Though being a member of God’s church is a great privilege, membership isn’t just about privilege—it’s about responsibility. Scripture commands believers to love, serve, exhort, forgive, and bear one another’s burdens. These require a specific people, a local body where you’re known and accountable, united through the sacraments and Covenant Renewal Worship. Without formal commitment, these commands are optional, subject to convenience. But the Christian life is a call to die to self, to seek the good of others in the messy, beautiful reality of a local congregation.
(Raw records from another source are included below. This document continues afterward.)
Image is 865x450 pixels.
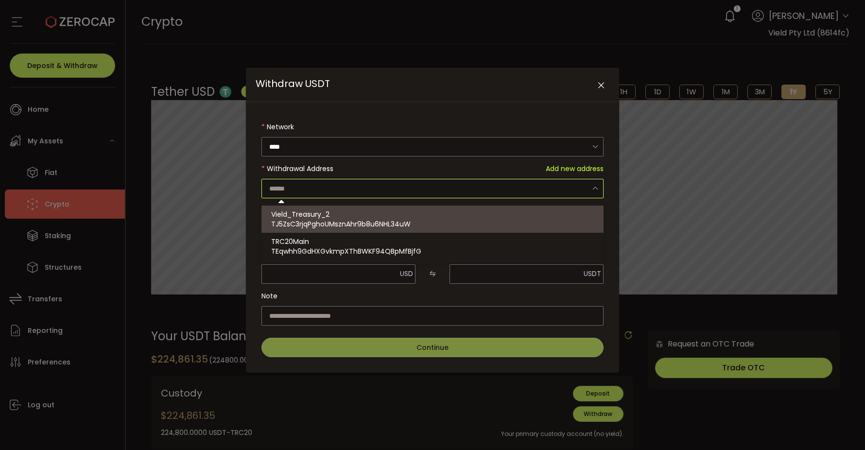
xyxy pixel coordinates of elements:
[593,77,610,94] button: Close
[271,219,411,229] span: TJ5ZsC3rjqPghoUMsznAhr9b8u6NHL34uW
[262,117,604,137] label: Network
[271,247,422,256] span: TEqwhh9GdHXGvkmpXThBWKF94QBpMfBjfG
[262,286,604,306] label: Note
[267,164,334,174] span: Withdrawal Address
[256,77,330,90] span: Withdraw USDT
[417,343,449,353] span: Continue
[817,404,865,450] iframe: Chat Widget
[246,68,619,373] div: Withdraw USDT
[546,159,604,178] span: Add new address
[271,210,330,219] span: Vield_Treasury_2
[262,338,604,357] button: Continue
[271,237,309,247] span: TRC20Main
[584,269,601,279] span: USDT
[400,269,413,279] span: USD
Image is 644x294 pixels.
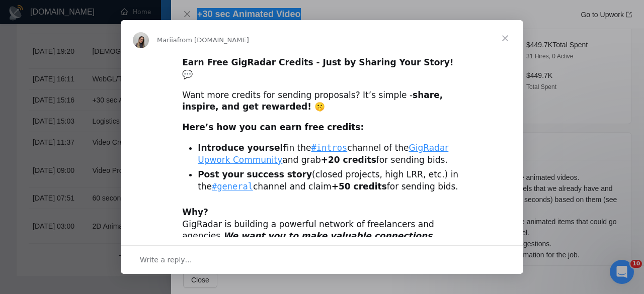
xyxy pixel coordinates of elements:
li: in the channel of the and grab for sending bids. [198,142,462,166]
b: +50 credits [331,181,387,192]
li: (closed projects, high LRR, etc.) in the channel and claim for sending bids. [198,169,462,193]
div: 💬 [182,57,462,81]
b: Introduce yourself [198,143,287,153]
a: #general [212,181,253,192]
b: Earn Free GigRadar Credits - Just by Sharing Your Story! [182,58,453,68]
b: Post your success story [198,169,312,179]
div: Open conversation and reply [121,245,523,274]
a: #intros [311,143,347,153]
span: Mariia [157,36,177,44]
span: from [DOMAIN_NAME] [177,36,249,44]
b: Why? [182,207,209,217]
a: GigRadar Upwork Community [198,143,448,165]
span: Close [487,20,523,56]
span: Write a reply… [140,253,193,267]
b: +20 credits [321,155,376,165]
div: Want more credits for sending proposals? It’s simple - [182,90,462,114]
img: Profile image for Mariia [133,32,149,48]
i: We want you to make valuable connections, showcase your wins, and inspire others while getting re... [182,230,440,265]
div: GigRadar is building a powerful network of freelancers and agencies. 🚀 [182,206,462,267]
b: Here’s how you can earn free credits: [182,122,364,132]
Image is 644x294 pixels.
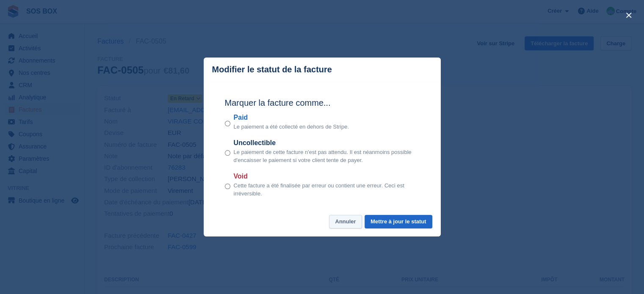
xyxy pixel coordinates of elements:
[329,215,362,229] button: Annuler
[234,113,349,123] label: Paid
[622,9,635,22] button: close
[234,138,420,148] label: Uncollectible
[234,148,420,165] p: Le paiement de cette facture n'est pas attendu. Il est néanmoins possible d'encaisser le paiement...
[365,215,432,229] button: Mettre à jour le statut
[234,182,420,198] p: Cette facture a été finalisée par erreur ou contient une erreur. Ceci est irréversible.
[234,123,349,131] p: Le paiement a été collecté en dehors de Stripe.
[212,65,332,74] p: Modifier le statut de la facture
[234,171,420,182] label: Void
[225,96,420,109] h2: Marquer la facture comme...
Objections and the Lone Ranger Fallacy
Some resist membership, claiming they can follow Jesus alone. But this lone ranger mentality defies Scripture. You can’t obey the “one another” commands in isolation. You can’t submit to elders without a church. You can’t receive the sacraments or participate in Covenant Renewal Worship apart from the covenant community. You can’t grow into maturity without the sharpening of fellow believers. A brick lying alone isn’t fulfilling its purpose; it’s meant to be built into a house. Similarly, a Christian unattached to a church isn’t living the life Christ intends.
Others hesitate due to past wounds—hypocrisy, legalism, or abuse in churches. These sins grieve God, but the answer isn’t to abandon the church; it’s to find a faithful, gospel-preaching congregation and commit to its health. The church isn’t perfect, but neither are you. That’s why we need each other—to grow, correct, and persevere, nourished by Word, sacrament, and liturgy.
A Call to Covenant
In a culture that prizes autonomy, church membership is a radical act of obedience. It’s a declaration that you belong to Christ and His people, marked by baptism, sustained by communion, shaped by Covenant Renewal Worship, and lived out in covenant community. It’s a pledge to submit to your shepherds, to serve your fellow members, and to uphold the church’s discipline. The church is God’s family, His flock, His bride. To love Christ is to love His church, and to love His church is to covenant with a local body.
Why wouldn’t you join a church? What’s holding you back from committing to a people who will walk with you toward glory? Find a faithful church, receive or affirm your baptism, partake in the Lord’s Supper, worship in covenant renewal, and take your place in the body. Your faith—and the church—will be stronger for it.